Jan
29
2015
0

Casanova: Acedia #1 Review

Written by: Matt Fraction & Michael Chabon

Art by: Fábio Moon & Gabriel Bá

Publisher: Image

“Never tell them everything that you know.” – Amiel Boutique

Casanova: Acedia, the fourth volume of the Casanova series (the fourth of a planned number of seven) has been a loooooooooonnnggggg time coming. The last time we saw Casanova, at the end of Avaritia, it was June 20, 2012. Fraction knew that volume four was coming eventually, he just thought it would be out by the end of 2013. And published by Marvel, not Image (again).

So here we are, at the beginning of a new year, 2015, but still. I only bring up Casanova’s tumultuous history to illustrate a couple of points:

 

  1. The publishing history of Casanova and the actual crazy timeline history of Casanova Quinn are both convoluted, interesting, and mirror each other nicely. If anyone can pull off these meta shenanigans, it’s Fraction.
  2. Michael Chabon is writing the back-ups for volume 4. Michael Chabon! This was announced years ago also, but to actually come to fruition is another thing altogether. Chabon is a Pulitzer prize winning author, so if I were Fraction, Bá, Moon, or Image themselves, I would just explain away any delays with that fact. “Chabon! Pulitzer! Need time!” And that would be that.
  3. Fraction has been busy in the meantime, so any delays for Casanova have been understandable and we have had copious comics to keep us busy in the meantime: Hawkeye, Satellite Sam, Ody-C, Sex Criminals, and Fantastic Four/FF, just to name a few.

With all of that out of the way, how was this newest issue? In a word, it’s cool. In two words, it’s smart and cool. Fraction has always showcased the ability to create impossible situations for impossible characters, and yet somehow they’re also relatable and just cool. Casanova Quinn, or Quentin Cassiday as he’s known currently, is the epitome of super-spy coolness and debonair roguishness. Casanova is living in Hollywood at the opening of the issue, after what we’ve been told has been 3 years or so. He’s an enforcer/fixer/driver for a Hollywood big shot, though his employer’s past is just as murky as Casanova’s. Casanova states that “no memory of the past means no fear of the future. I couldn’t remember anything…so I couldn’t think of anything I’d lose.” It’s this type of vaguely philosophical musing that would sound hollow coming out of the mouth of most leads, but Casanova pulls it off because he comes from another dimension. A dimension where E.M.P.I.R.E. rules all and battles W.A.S.T.E. for dominance. Quinn/Cassiday has now ended up in Hollywood, California, in a dimension that seems a lot like our own. There is some organization called N.E.T.W.O.R.K. here, but we’re not positive what they do just yet. Boutique created the organization to find out more about himself, because like Quinn/Cassiday, he doesn’t remember his past either.

Screenshot 2015-01-29 14.05.12

Don’t interrupt Casanova while he’s reading

 

This was a great first issue and I’m ecstatic to be welcomed back into the Casanova universe after so many years away. Don’t expect to just jump in and know immediately what is going on, however. Like Boutique, Fraction knows not to tell us everything all at once. Along with Quinn, we have to stumble and follow false leads, hoping for any light to be shed on the story. In a twist on the “spies with amnesia” storyline, like the Jason Bourne series, we actually know exactly who Quinn is, but he does not. When the female at the party whispers his name, it means everything to the reader though it only jogs Quinn’s memory in the slightest. Fraction knows exactly what he is doing, and this is him at the top of his form: just the right amount of humor, tongue-in-cheek narration, frantic fight scenes (Moon is absolutely killing it), and quotes from obscure French poets. Apollinaire wrote the lines between Quinn and the woman at the party (“come to the edge“), but of course it’s just one more nugget amongst many that you can study more or bypass entirely and just know that it’s a fitting little poem stuck in the middle of your comic book. This arc’s title itself, like all of the Casanova collections, is a Latin word for one of the seven deadly sins, sloth in this case. One day there should be an annotated Casanova omnibus just for all of the tidbits like these (Matt—I’m just an email away).

I adored this issue and, whether you’ve read the entire Casanova opus or not, I think you’ll like it too. Having read the first three arcs makes for a much better reading experience though, and even rereading those arcs again before this issue is recommended. The much-hyped Chabon/Bá backup is interesting but that’s about all I can say for it thus far. At only 9 pages long, Chabon crams in a lot of exposition and snappy dialogue, but I’m pretty lost about where it’s heading. Hopefully issue two’s backup maintains the delivery style but adds in more “why.” At the end of the day, Casanova is still everything you remember about this series—it’s what all comics should aspire to be: fun, exciting, mysterious, smart, captivating, and visually arresting. What more could you want for $3.99?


**How to complete this task**
Take each line from the entries that holds "double" and copy it out.

☆ ☆ ☆ ☆

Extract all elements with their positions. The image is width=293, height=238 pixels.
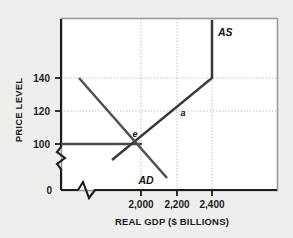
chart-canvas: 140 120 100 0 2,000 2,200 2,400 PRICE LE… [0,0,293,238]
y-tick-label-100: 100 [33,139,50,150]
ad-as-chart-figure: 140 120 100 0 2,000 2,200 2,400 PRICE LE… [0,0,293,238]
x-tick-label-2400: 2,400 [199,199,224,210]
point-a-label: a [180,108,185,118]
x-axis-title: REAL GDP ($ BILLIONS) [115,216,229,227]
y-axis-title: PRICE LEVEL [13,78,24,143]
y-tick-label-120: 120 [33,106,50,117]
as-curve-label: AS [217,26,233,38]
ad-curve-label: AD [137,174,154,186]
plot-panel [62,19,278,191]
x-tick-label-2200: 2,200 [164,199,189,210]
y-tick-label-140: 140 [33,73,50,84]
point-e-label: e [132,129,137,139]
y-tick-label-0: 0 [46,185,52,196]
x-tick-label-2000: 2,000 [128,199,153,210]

☆ ☆ ☆ ☆

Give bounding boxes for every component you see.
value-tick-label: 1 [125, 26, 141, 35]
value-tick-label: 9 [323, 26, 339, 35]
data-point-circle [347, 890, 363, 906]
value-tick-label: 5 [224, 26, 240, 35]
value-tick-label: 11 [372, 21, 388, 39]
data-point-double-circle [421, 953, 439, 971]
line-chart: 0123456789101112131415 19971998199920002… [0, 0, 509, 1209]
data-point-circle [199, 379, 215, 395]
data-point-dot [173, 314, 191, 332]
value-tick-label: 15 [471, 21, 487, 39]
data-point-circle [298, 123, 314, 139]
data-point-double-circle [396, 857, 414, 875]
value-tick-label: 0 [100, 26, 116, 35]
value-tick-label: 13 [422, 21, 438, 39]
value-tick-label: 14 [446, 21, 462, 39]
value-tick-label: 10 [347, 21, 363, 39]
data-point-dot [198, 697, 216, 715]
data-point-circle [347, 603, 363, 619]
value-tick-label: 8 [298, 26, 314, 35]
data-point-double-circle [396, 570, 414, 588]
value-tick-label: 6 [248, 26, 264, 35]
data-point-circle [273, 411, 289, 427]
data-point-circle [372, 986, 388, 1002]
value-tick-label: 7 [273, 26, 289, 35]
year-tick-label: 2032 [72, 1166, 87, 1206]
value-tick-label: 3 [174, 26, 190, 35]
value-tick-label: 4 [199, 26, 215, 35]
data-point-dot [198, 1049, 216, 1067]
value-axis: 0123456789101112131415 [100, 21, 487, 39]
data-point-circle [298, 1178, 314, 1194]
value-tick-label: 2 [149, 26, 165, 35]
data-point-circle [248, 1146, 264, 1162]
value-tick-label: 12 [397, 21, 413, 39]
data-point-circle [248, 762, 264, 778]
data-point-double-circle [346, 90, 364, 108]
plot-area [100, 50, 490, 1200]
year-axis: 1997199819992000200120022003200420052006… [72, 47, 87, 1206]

☆ ☆ ☆ ☆

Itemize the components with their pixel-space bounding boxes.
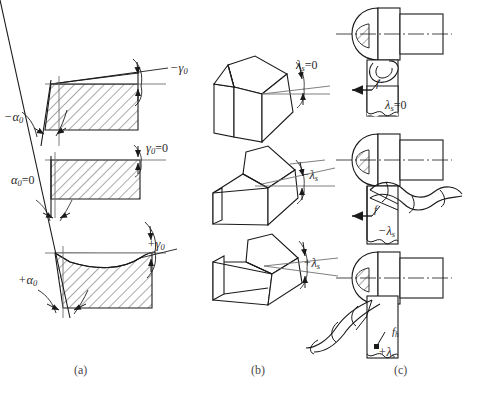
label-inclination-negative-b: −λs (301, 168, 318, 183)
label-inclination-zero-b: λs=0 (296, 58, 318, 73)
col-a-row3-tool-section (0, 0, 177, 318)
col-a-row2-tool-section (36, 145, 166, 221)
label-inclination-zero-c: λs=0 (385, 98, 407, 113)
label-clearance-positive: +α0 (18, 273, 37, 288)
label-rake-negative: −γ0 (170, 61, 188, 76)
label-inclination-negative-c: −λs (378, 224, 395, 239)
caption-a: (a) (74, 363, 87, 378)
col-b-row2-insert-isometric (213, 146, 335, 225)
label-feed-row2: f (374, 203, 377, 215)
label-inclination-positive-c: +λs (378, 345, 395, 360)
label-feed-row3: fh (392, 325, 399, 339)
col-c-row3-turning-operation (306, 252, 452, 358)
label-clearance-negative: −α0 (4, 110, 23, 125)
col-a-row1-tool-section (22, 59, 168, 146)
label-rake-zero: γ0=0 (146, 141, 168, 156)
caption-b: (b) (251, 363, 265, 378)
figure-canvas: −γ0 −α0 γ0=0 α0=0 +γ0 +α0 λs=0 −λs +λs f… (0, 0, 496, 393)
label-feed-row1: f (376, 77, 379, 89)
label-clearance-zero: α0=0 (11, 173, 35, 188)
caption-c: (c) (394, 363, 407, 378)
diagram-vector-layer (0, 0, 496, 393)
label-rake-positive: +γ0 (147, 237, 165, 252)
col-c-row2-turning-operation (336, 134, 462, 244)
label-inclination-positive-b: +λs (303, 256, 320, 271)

☆ ☆ ☆ ☆

**Reply to the exercise**
data-point-double-circle [421, 953, 439, 971]
data-point-double-circle [396, 857, 414, 875]
data-point-double-circle [396, 570, 414, 588]
data-point-double-circle [346, 90, 364, 108]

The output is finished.